A few agencies are doing a really great job here, but most aren’t. If you are primarily a commercial lines shop, LinkedIn is probably your best bet. Personal lines might fare better with Facebook. Use it to engage, nurture, inform, and educate – not to sell. The selling happens and is reactive when people begin to trust and rely upon you. Own your space in social media; build your connections or friends. When someone replies to anything you post with a comment or a question, acknowledge them. This can take time, and some organizations have dedicated employees to managing their cyber space identity and brand.

There are other things to consider, such as the bandwidth of your back office. Does their productivity and existing workload give them time to talk with your clients and nurture a cross selling culture? Make sure they have the time before you begin any campaigns. A campaign that is not backed by performance capability is a wasted effort and can do more damage than good.

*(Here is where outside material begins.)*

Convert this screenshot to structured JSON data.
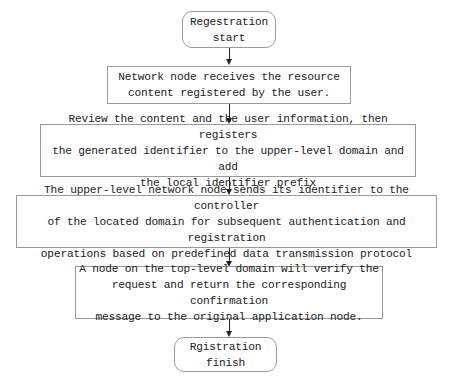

When it comes to cross selling, we need to be careful if the agency focus is on a singular product, rather than specific markets where you have particular expertise. Take Workers’ Comp. When you decide to specialize in this line, you often do not have specific market expertise and knowledge beyond a client’s Work Comp needs. For instance, if you take all comers in Work Comp and your commercial market specialty is contractors and manufacturers, you may find it difficult to upsell additional coverages to restaurants or hotels because you don’t have the understanding or the carriers to competitively position yourself as an expert.   

Above all, identify and focus first on your strengths and the areas where you can truly round out the accounts with cross selling; then expand into other areas on a level and strategic basis.  This insures both maximum success and maximum profitability.